César Aira makes a perfect transition to mid-Victorian nonsense. Samples from the Golden Age of Nonsense. Three authors – Lewis Carroll, Edward Lear, and W. S. Gilbert – are surely enough for a Golden Age.
I am using the word “nonsense” loosely. Nonsense is only one of Carroll’s many modes, and Gilbert’s Bab Ballads are only rarely nonsensical. Only Lear provides his nonsense uncut with satire or riddles. Nonsense and nothing but.
Lear’s 1846 A Book of Nonsense, a collection of 112 illustrated limericks, one after the other, hypnotic and numbing consumed in bulk, stood by itself for 25 years, when in 1871 Lear published Nonsense Songs, Stories, Botany and Alphabets – a no-nonsense title, isn’t it? – which was soon followed (1872 and 1877) by two more little books with similar contents. More limericks, of course:
There was an old person of Crowle,
Who lived in the nest of an owl;
When they screamed in the nest, he screamed out with the rest,
That depressing old person of Crowle.
But also, thankfully, longer, varied poems like “The Owl and the Pussy-Cat,” a brilliant bit of nonsense cookery (“Serve up in a clean dish, and throw the whole out of window as fast as possible”), a couple of story-like texts, and the startling botanies:
Piggiawiggia Pyramidalis
I find the latter have, like the limericks, a cumulative effect. I also find that I ask myself questions like “Why am I laughing at this?” and “Why is this funny?” There is sometimes so little to Lear. The Nonsense Cookery has recognizable jokes of an absurdist type. The cartoons are obviously essential. I can imagine that owlish fellow screaming, and his screams make him even more owlish, so I laugh. Something like that.
Lear is a bit easier to dissect in prose. A bit of "The Story of the Four Little Children Who Went around the World":
‘It does not quite look like a human being,’ said Violet, doubtfully; nor could they make out what it really was, till the Quangle-Wangle (who had previously been round the world), exclaimed softly in a loud voice, ‘It is the Co-operative Cauliflower!’
And so in truth it was, and they soon found that what they had taken for an immense wig was in reality the top of the cauliflower, and that he had no feet at all, being able to walk tolerably well with a fluctuating and graceful movement on a single cabbage stalk, an accomplishment which naturally saved him the expense of stockings and shoes.
I will defer on jokes, but it seems that the last one does nothing, a cute joke for the kiddies, but that otherwise we see three fundamental types of nonsense here. The reversal “softly in a loud voice” is an undermining of the meaning of words. The business about using the stalk to walk misapplies rhetoric. And the Co-operative Cauliflower itself is freely inventive, but a peculiar kind of invention where the game is to defeat every imaginative expectation of the reader, no matter how unreasonable.

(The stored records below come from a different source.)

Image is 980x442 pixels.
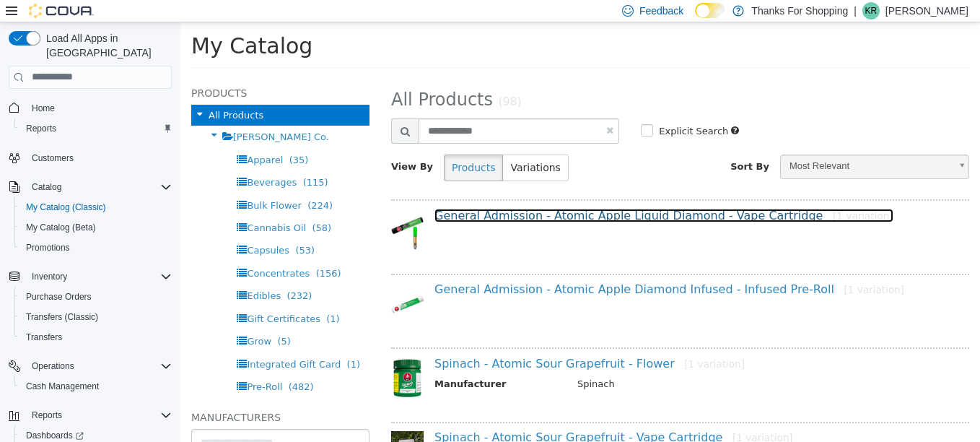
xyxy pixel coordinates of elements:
span: Home [26,99,172,117]
span: Inventory [31,271,67,282]
button: Reports [3,405,178,425]
small: [1 variation] [663,262,724,273]
a: Transfers [20,328,67,346]
a: My Catalog (Beta) [20,218,102,236]
span: (1) [166,337,179,347]
p: Thanks For Shopping [751,2,848,19]
span: Grow [67,313,91,324]
span: Load All Apps in [GEOGRAPHIC_DATA] [41,31,172,60]
span: Inventory [26,268,172,285]
span: Transfers [20,328,172,346]
span: Edibles [67,268,100,278]
button: Inventory [3,266,178,287]
a: General Admission - Atomic Apple Diamond Infused - Infused Pre-Roll[1 variation] [254,260,724,274]
span: [PERSON_NAME] Co. [53,109,149,120]
span: Purchase Orders [26,291,92,302]
a: Most Relevant [600,132,789,156]
a: Purchase Orders [20,288,97,305]
a: My Catalog (Classic) [20,199,112,215]
small: [1 variation] [552,410,613,421]
button: Promotions [15,238,178,258]
span: My Catalog (Beta) [20,218,172,236]
p: [PERSON_NAME] [886,2,968,19]
button: Catalog [26,178,67,196]
button: Products [263,132,323,159]
input: Dark Mode [695,3,725,18]
span: Beverages [67,154,116,166]
a: Customers [26,150,80,166]
button: Transfers [15,327,178,347]
span: View By [211,139,252,150]
span: (232) [106,268,131,278]
span: Reports [26,123,56,134]
h5: Manufacturers [11,387,189,403]
button: Cash Management [15,376,178,396]
span: Promotions [26,241,70,253]
span: Feedback [639,4,683,18]
span: My Catalog (Beta) [26,222,96,233]
span: Reports [26,406,172,424]
a: Cash Management [20,377,104,395]
span: Cash Management [26,380,99,392]
a: General Admission - Atomic Apple Liquid Diamond - Vape Cartridge[1 variation] [254,186,713,200]
span: Pre-Roll [67,359,102,370]
span: Customers [31,153,74,164]
span: Most Relevant [600,133,769,155]
span: Apparel [67,132,103,143]
a: Spinach - Atomic Sour Grapefruit - Vape Cartridge[1 variation] [254,408,613,422]
span: Bulk Flower [67,178,120,189]
span: (35) [109,132,129,143]
td: Spinach [386,354,782,373]
button: My Catalog (Beta) [15,217,178,238]
img: 150 [211,261,243,301]
a: Promotions [20,239,76,256]
span: (5) [97,313,110,324]
img: 150 [211,335,243,376]
span: (482) [108,359,133,370]
button: Purchase Orders [15,287,178,307]
span: Reports [20,120,172,137]
a: Spinach - Atomic Sour Grapefruit - Flower[1 variation] [254,334,564,348]
span: Operations [26,357,172,374]
img: 150 [211,187,243,228]
button: Operations [3,356,178,376]
button: Variations [322,132,387,159]
button: Reports [26,406,67,424]
button: Home [3,97,178,118]
span: Catalog [26,178,172,196]
button: Reports [15,118,178,139]
span: (115) [123,154,148,166]
button: Operations [26,357,80,374]
span: Catalog [31,181,61,192]
label: Explicit Search [475,102,547,117]
span: My Catalog (Classic) [26,202,106,213]
span: My Catalog (Classic) [20,199,172,215]
p: | [853,2,856,19]
span: (224) [127,178,153,189]
span: (58) [131,200,151,211]
span: All Products [28,87,83,98]
span: Concentrates [67,245,129,256]
div: Kelly Reid [863,2,879,19]
span: Transfers [26,331,62,343]
span: Cash Management [20,377,172,395]
span: Capsules [67,222,109,233]
span: All Products [211,68,312,87]
th: Manufacturer [254,354,386,373]
span: Promotions [20,239,172,256]
button: My Catalog (Classic) [15,197,178,217]
span: Home [31,103,55,114]
button: Customers [3,147,178,168]
small: [1 variation] [653,188,713,199]
button: Transfers (Classic) [15,307,178,327]
span: Purchase Orders [20,288,172,305]
span: My Catalog [11,11,132,36]
a: Home [26,100,61,117]
span: Operations [31,360,74,372]
span: Reports [31,410,62,421]
span: Sort By [550,139,589,150]
span: (156) [136,245,161,256]
span: Gift Certificates [67,291,140,301]
span: Transfers (Classic) [26,311,98,323]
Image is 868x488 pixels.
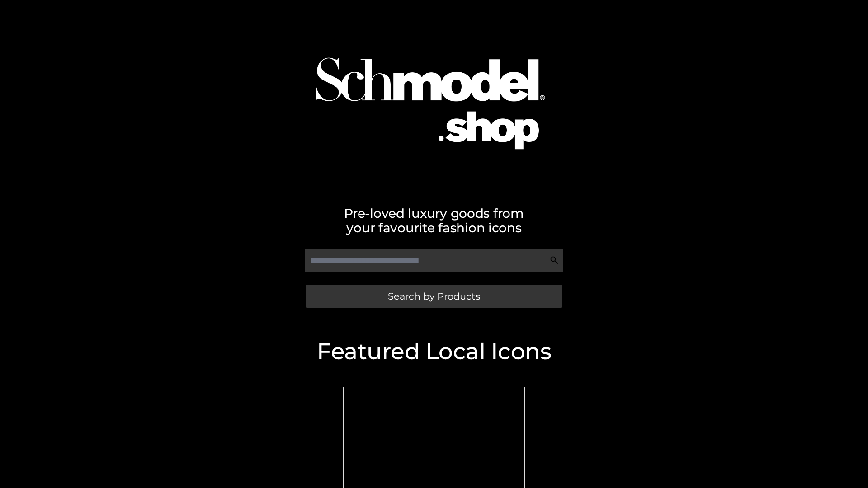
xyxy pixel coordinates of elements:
a: Search by Products [306,284,563,308]
img: Search Icon [550,256,559,265]
h2: Pre-loved luxury goods from your favourite fashion icons [177,206,692,235]
h2: Featured Local Icons​ [177,340,692,363]
span: Search by Products [388,292,480,301]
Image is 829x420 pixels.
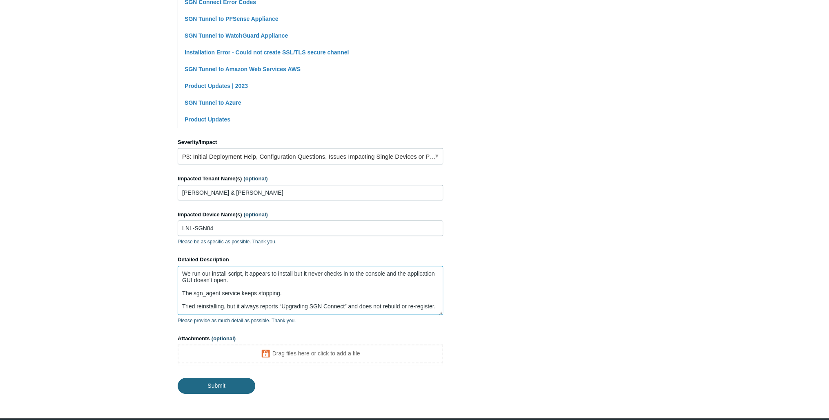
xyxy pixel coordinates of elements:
span: (optional) [244,211,268,217]
label: Detailed Description [178,255,443,264]
a: Installation Error - Could not create SSL/TLS secure channel [185,49,349,56]
a: SGN Tunnel to WatchGuard Appliance [185,32,288,39]
a: Product Updates | 2023 [185,83,248,89]
label: Impacted Device Name(s) [178,210,443,219]
label: Impacted Tenant Name(s) [178,174,443,183]
a: Product Updates [185,116,230,123]
p: Please provide as much detail as possible. Thank you. [178,317,443,324]
a: P3: Initial Deployment Help, Configuration Questions, Issues Impacting Single Devices or Past Out... [178,148,443,164]
p: Please be as specific as possible. Thank you. [178,238,443,245]
span: (optional) [212,335,236,341]
span: (optional) [244,175,268,181]
input: Submit [178,378,255,393]
label: Attachments [178,334,443,342]
a: SGN Tunnel to Amazon Web Services AWS [185,66,301,72]
a: SGN Tunnel to PFSense Appliance [185,16,278,22]
a: SGN Tunnel to Azure [185,99,241,106]
label: Severity/Impact [178,138,443,146]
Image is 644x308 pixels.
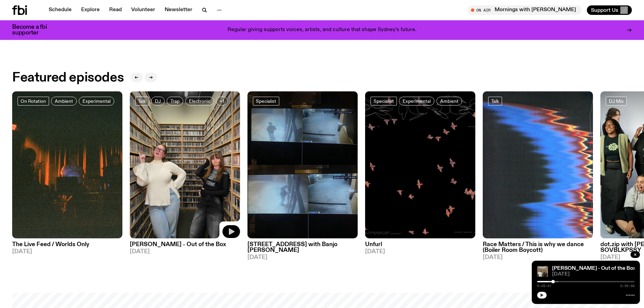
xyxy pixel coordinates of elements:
[220,98,224,104] span: +1
[12,24,55,36] h3: Become a fbi supporter
[437,97,462,105] a: Ambient
[621,284,634,288] span: 0:59:58
[151,97,165,105] a: DJ
[609,98,624,104] span: DJ Mix
[130,242,240,248] h3: [PERSON_NAME] - Out of the Box
[135,97,149,105] a: Talk
[403,98,430,104] span: Experimental
[374,98,394,104] span: Specialist
[537,284,551,288] span: 0:09:47
[587,5,632,15] button: Support Us
[248,242,358,253] h3: [STREET_ADDRESS] with Banjo [PERSON_NAME]
[552,266,636,271] a: [PERSON_NAME] - Out of the Box
[467,5,581,15] button: On AirMornings with [PERSON_NAME]
[440,98,458,104] span: Ambient
[185,97,214,105] a: Electronic
[170,98,179,104] span: Trap
[365,239,475,254] a: Unfurl[DATE]
[491,98,499,104] span: Talk
[55,98,73,104] span: Ambient
[167,97,183,105] a: Trap
[256,98,276,104] span: Specialist
[12,239,122,254] a: The Live Feed / Worlds Only[DATE]
[483,239,593,260] a: Race Matters / This is why we dance (Boiler Room Boycott)[DATE]
[248,254,358,260] span: [DATE]
[12,249,122,254] span: [DATE]
[228,27,416,33] p: Regular giving supports voices, artists, and culture that shape Sydney’s future.
[606,97,627,105] a: DJ Mix
[483,254,593,260] span: [DATE]
[399,97,434,105] a: Experimental
[248,239,358,260] a: [STREET_ADDRESS] with Banjo [PERSON_NAME][DATE]
[537,266,548,277] img: https://media.fbi.radio/images/IMG_7702.jpg
[253,97,279,105] a: Specialist
[138,98,146,104] span: Talk
[591,7,618,13] span: Support Us
[552,272,634,277] span: [DATE]
[127,5,159,15] a: Volunteer
[79,97,114,105] a: Experimental
[77,5,104,15] a: Explore
[189,98,210,104] span: Electronic
[130,239,240,254] a: [PERSON_NAME] - Out of the Box[DATE]
[216,97,228,105] button: +1
[483,91,593,239] img: A spectral view of a waveform, warped and glitched
[12,91,122,239] img: A grainy film image of shadowy band figures on stage, with red light behind them
[161,5,196,15] a: Newsletter
[365,242,475,248] h3: Unfurl
[130,249,240,254] span: [DATE]
[483,242,593,253] h3: Race Matters / This is why we dance (Boiler Room Boycott)
[155,98,161,104] span: DJ
[365,249,475,254] span: [DATE]
[44,5,76,15] a: Schedule
[105,5,126,15] a: Read
[12,242,122,248] h3: The Live Feed / Worlds Only
[51,97,77,105] a: Ambient
[488,97,502,105] a: Talk
[12,72,124,84] h2: Featured episodes
[18,97,49,105] a: On Rotation
[20,98,46,104] span: On Rotation
[371,97,397,105] a: Specialist
[83,98,110,104] span: Experimental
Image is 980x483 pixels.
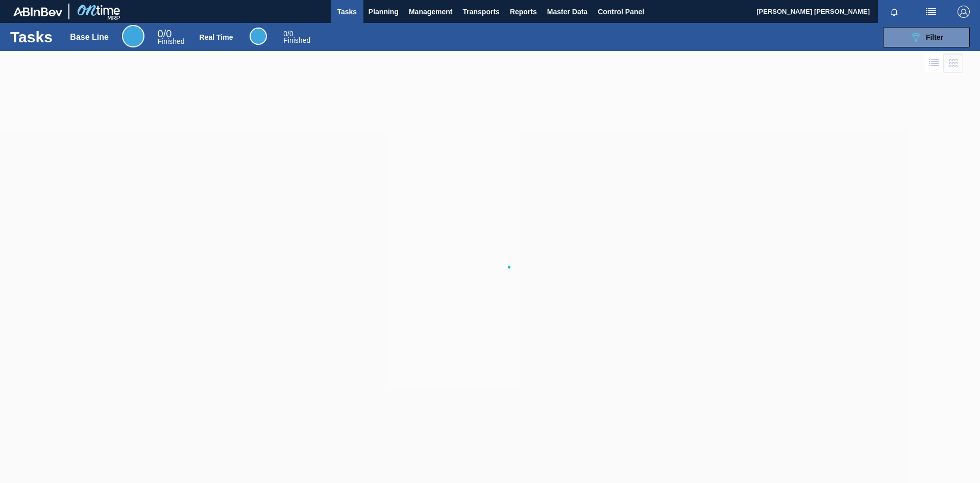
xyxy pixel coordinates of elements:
div: Real Time [249,28,267,45]
img: userActions [925,5,937,18]
span: Control Panel [598,5,644,18]
span: Finished [283,36,310,45]
span: Filter [925,33,943,42]
span: 0 [158,28,163,39]
span: Finished [158,37,185,45]
button: Notifications [878,5,911,19]
div: Base Line [70,32,108,42]
span: Management [408,5,452,18]
span: Transports [463,5,500,18]
span: Planning [368,5,398,18]
div: Real Time [283,31,310,44]
span: / 0 [283,29,293,38]
span: Master Data [547,5,588,18]
span: 0 [283,29,288,38]
img: TNhmsLtSVTkK8tSr43FrP2fwEKptu5GPRR3wAAAABJRU5ErkJggg== [13,7,62,16]
span: / 0 [158,28,172,39]
span: Reports [510,5,537,18]
div: Real Time [199,33,233,42]
div: Base Line [158,29,185,45]
span: Tasks [336,5,358,18]
button: Filter [883,27,970,48]
div: Base Line [122,25,145,48]
img: Logout [958,5,970,18]
h1: Tasks [10,31,55,43]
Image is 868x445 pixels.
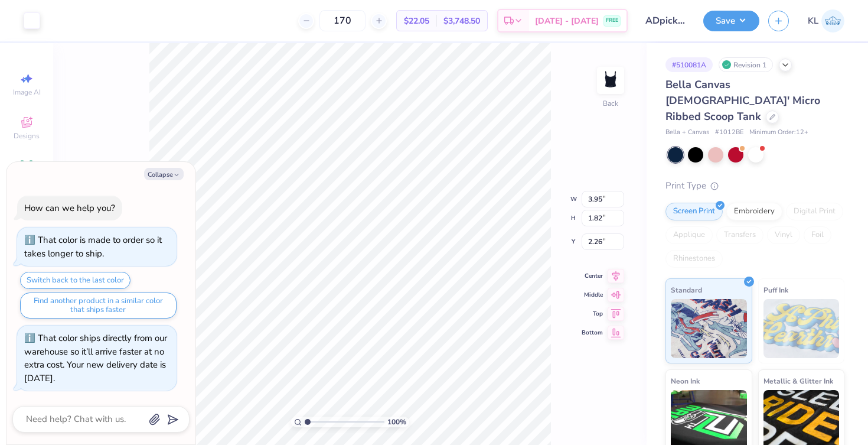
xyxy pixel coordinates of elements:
input: – – [320,10,366,31]
div: Back [603,98,619,109]
img: Puff Ink [764,299,840,358]
img: Standard [671,299,747,358]
div: Rhinestones [666,250,723,268]
button: Find another product in a similar color that ships faster [20,292,176,319]
div: Screen Print [666,203,723,221]
span: Puff Ink [764,284,788,296]
span: Bella Canvas [DEMOGRAPHIC_DATA]' Micro Ribbed Scoop Tank [666,77,820,124]
span: 100 % [387,417,407,428]
div: That color is made to order so it takes longer to ship. [24,234,162,259]
span: Top [582,310,603,318]
span: Middle [582,291,603,299]
span: $22.05 [404,15,429,27]
button: Collapse [144,168,184,180]
span: FREE [606,16,619,25]
span: Metallic & Glitter Ink [764,375,834,387]
span: KL [808,14,819,28]
span: Minimum Order: 12 + [749,128,808,137]
span: Standard [671,284,702,296]
span: # 1012BE [716,128,744,137]
span: Image AI [13,87,41,97]
button: Switch back to the last color [20,272,131,289]
div: How can we help you? [24,202,115,214]
span: Neon Ink [671,375,700,387]
div: Transfers [716,227,764,244]
div: Revision 1 [719,57,773,72]
div: That color ships directly from our warehouse so it’ll arrive faster at no extra cost. Your new de... [24,332,167,384]
div: Print Type [666,179,845,193]
span: Designs [14,131,40,140]
img: Back [599,69,623,92]
span: Bella + Canvas [666,128,710,137]
span: Bottom [582,329,603,337]
button: Save [704,11,760,31]
span: Center [582,272,603,280]
span: [DATE] - [DATE] [535,15,599,27]
input: Untitled Design [637,9,695,33]
div: Embroidery [726,203,782,221]
div: Vinyl [767,227,801,244]
div: Digital Print [786,203,843,221]
div: Applique [666,227,713,244]
span: $3,748.50 [443,15,480,27]
div: # 510081A [666,57,713,72]
img: Katelyn Lizano [822,10,845,33]
a: KL [808,10,845,33]
div: Foil [804,227,832,244]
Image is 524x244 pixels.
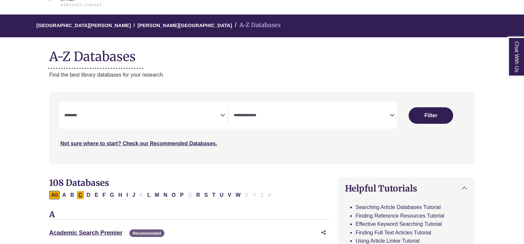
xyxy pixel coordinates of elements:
[356,230,431,235] a: Finding Full Text Articles Tutorial
[129,229,164,237] span: Recommended
[234,191,243,199] button: Filter Results W
[356,221,442,227] a: Effective Keyword Searching Tutorial
[85,191,92,199] button: Filter Results D
[60,191,68,199] button: Filter Results A
[124,191,130,199] button: Filter Results I
[161,191,169,199] button: Filter Results N
[234,113,390,119] textarea: Search
[117,191,124,199] button: Filter Results H
[36,21,131,28] a: [GEOGRAPHIC_DATA][PERSON_NAME]
[49,15,475,37] nav: breadcrumb
[218,191,226,199] button: Filter Results U
[100,191,108,199] button: Filter Results F
[210,191,218,199] button: Filter Results T
[202,191,210,199] button: Filter Results S
[356,204,441,210] a: Searching Article Databases Tutorial
[178,191,186,199] button: Filter Results P
[49,192,274,197] div: Alpha-list to filter by first letter of database name
[338,178,474,199] button: Helpful Tutorials
[232,20,281,30] li: A-Z Databases
[145,191,152,199] button: Filter Results L
[93,191,100,199] button: Filter Results E
[60,141,217,146] a: Not sure where to start? Check our Recommended Databases.
[317,226,330,239] button: Share this database
[49,92,475,164] nav: Search filters
[49,44,475,64] h1: A-Z Databases
[49,71,475,79] p: Find the best library databases for your research.
[409,107,454,124] button: Submit for Search Results
[64,113,220,119] textarea: Search
[49,229,122,236] a: Academic Search Premier
[153,191,161,199] button: Filter Results M
[194,191,202,199] button: Filter Results R
[49,177,109,188] span: 108 Databases
[77,191,85,199] button: Filter Results C
[356,213,444,219] a: Finding Reference Resources Tutorial
[49,210,330,220] h3: A
[49,191,60,199] button: All
[108,191,116,199] button: Filter Results G
[356,238,420,244] a: Using Article Linker Tutorial
[226,191,233,199] button: Filter Results V
[138,21,232,28] a: [PERSON_NAME][GEOGRAPHIC_DATA]
[170,191,178,199] button: Filter Results O
[130,191,137,199] button: Filter Results J
[68,191,76,199] button: Filter Results B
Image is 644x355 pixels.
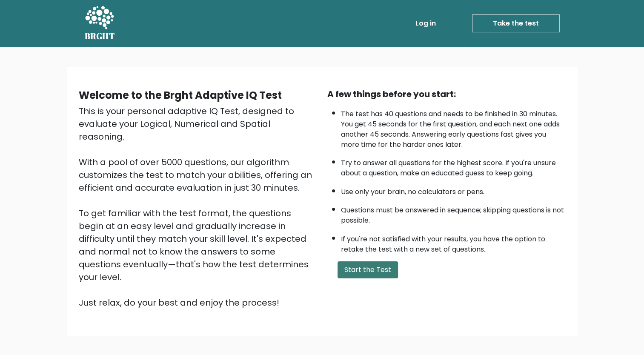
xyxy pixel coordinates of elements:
[412,15,439,32] a: Log in
[472,15,560,32] a: Take the test
[341,183,566,197] li: Use only your brain, no calculators or pens.
[341,201,566,226] li: Questions must be answered in sequence; skipping questions is not possible.
[85,4,116,43] a: BRGHT
[327,88,566,100] div: A few things before you start:
[341,230,566,255] li: If you're not satisfied with your results, you have the option to retake the test with a new set ...
[341,105,566,150] li: The test has 40 questions and needs to be finished in 30 minutes. You get 45 seconds for the firs...
[341,154,566,178] li: Try to answer all questions for the highest score. If you're unsure about a question, make an edu...
[338,262,398,279] button: Start the Test
[78,105,317,309] div: This is your personal adaptive IQ Test, designed to evaluate your Logical, Numerical and Spatial ...
[85,31,116,41] h5: BRGHT
[78,88,282,102] b: Welcome to the Brght Adaptive IQ Test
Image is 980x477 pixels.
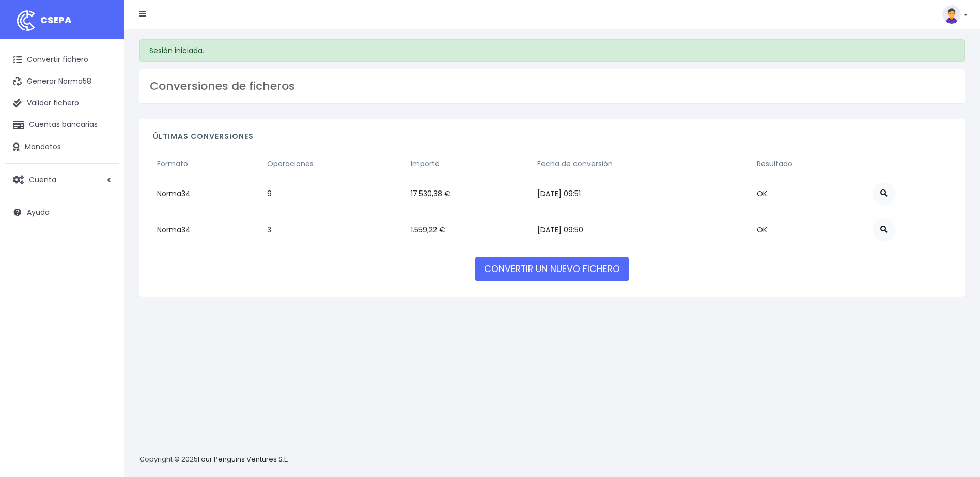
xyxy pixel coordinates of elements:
td: OK [752,212,868,248]
td: [DATE] 09:50 [533,212,753,248]
th: Fecha de conversión [533,152,753,176]
a: Cuentas bancarias [5,114,118,136]
p: Copyright © 2025 . [139,454,290,466]
span: Ayuda [27,207,50,217]
td: [DATE] 09:51 [533,176,753,212]
span: CSEPA [41,14,72,26]
a: Convertir fichero [5,49,118,71]
a: Validar fichero [5,92,118,114]
td: Norma34 [153,212,263,248]
td: OK [752,176,868,212]
th: Importe [407,152,532,176]
th: Formato [153,152,263,176]
span: Cuenta [29,174,57,184]
th: Resultado [752,152,868,176]
a: Generar Norma58 [5,71,118,92]
td: Norma34 [153,176,263,212]
h4: Últimas conversiones [153,132,951,146]
td: 1.559,22 € [407,212,532,248]
td: 9 [263,176,407,212]
a: Four Penguins Ventures S.L. [198,454,288,464]
img: logo [13,8,39,34]
td: 3 [263,212,407,248]
td: 17.530,38 € [407,176,532,212]
a: Ayuda [5,201,118,223]
h3: Conversiones de ficheros [150,80,954,93]
a: Mandatos [5,136,118,158]
div: Sesión iniciada. [139,39,964,62]
a: CONVERTIR UN NUEVO FICHERO [475,257,628,281]
th: Operaciones [263,152,407,176]
img: profile [942,5,961,24]
a: Cuenta [5,169,118,190]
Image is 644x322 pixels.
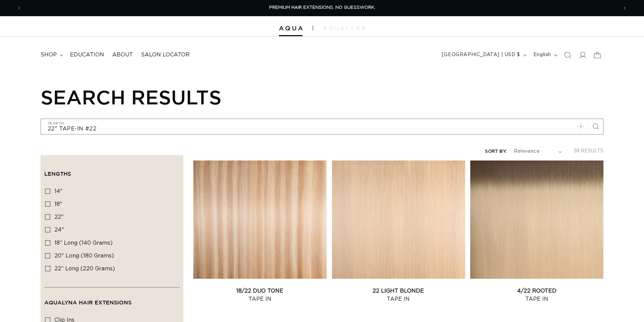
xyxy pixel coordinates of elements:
span: About [112,51,133,58]
span: Lengths [44,170,71,177]
span: PREMIUM HAIR EXTENSIONS. NO GUESSWORK. [269,5,375,10]
span: 14" [55,188,63,194]
span: AquaLyna Hair Extensions [44,300,132,306]
button: English [529,48,561,62]
span: 24" [55,227,64,232]
span: 18” Long (140 grams) [55,240,113,246]
summary: shop [37,48,65,63]
summary: Search [561,48,575,63]
img: aqualyna.com [323,26,365,30]
button: Search [588,119,603,134]
input: Search [41,119,603,135]
a: Education [65,48,109,63]
a: Salon Locator [137,48,194,63]
span: 18" [55,202,62,207]
span: Education [70,51,104,58]
span: 38 results [574,149,604,153]
span: [GEOGRAPHIC_DATA] | USD $ [442,51,520,58]
button: Previous announcement [12,2,27,14]
span: Salon Locator [141,51,189,58]
h1: Search results [40,85,604,109]
button: [GEOGRAPHIC_DATA] | USD $ [438,48,529,62]
summary: Lengths (0 selected) [44,159,179,183]
a: 4/22 Rooted Tape In [470,287,604,303]
a: About [109,48,137,63]
button: Clear search term [573,119,588,134]
a: 22 Light Blonde Tape In [332,287,466,303]
span: 22” Long (220 grams) [55,266,115,272]
span: shop [40,51,57,58]
summary: AquaLyna Hair Extensions (0 selected) [44,288,179,312]
span: English [534,51,551,58]
img: Aqua Hair Extensions [279,26,302,30]
label: Sort by: [485,150,507,153]
span: 20” Long (180 grams) [55,253,114,258]
a: 18/22 Duo Tone Tape In [194,287,326,303]
button: Next announcement [617,2,632,14]
span: 22" [55,214,64,220]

As you can see, my goal for the week is to kill all of the fun in these writers.
The episode ends, by the way, with a remarkable and sublime sight. The Cauliflower “suddenly arose, and in a somewhat plumdomphious manner hurried off towards the setting sun… he finally disappeared on the brink of the western sky in a crystal cloud of sudorific sand.”
I borrowed Lear’s illustrations from the fluctuating and graceful nonsenselit.org.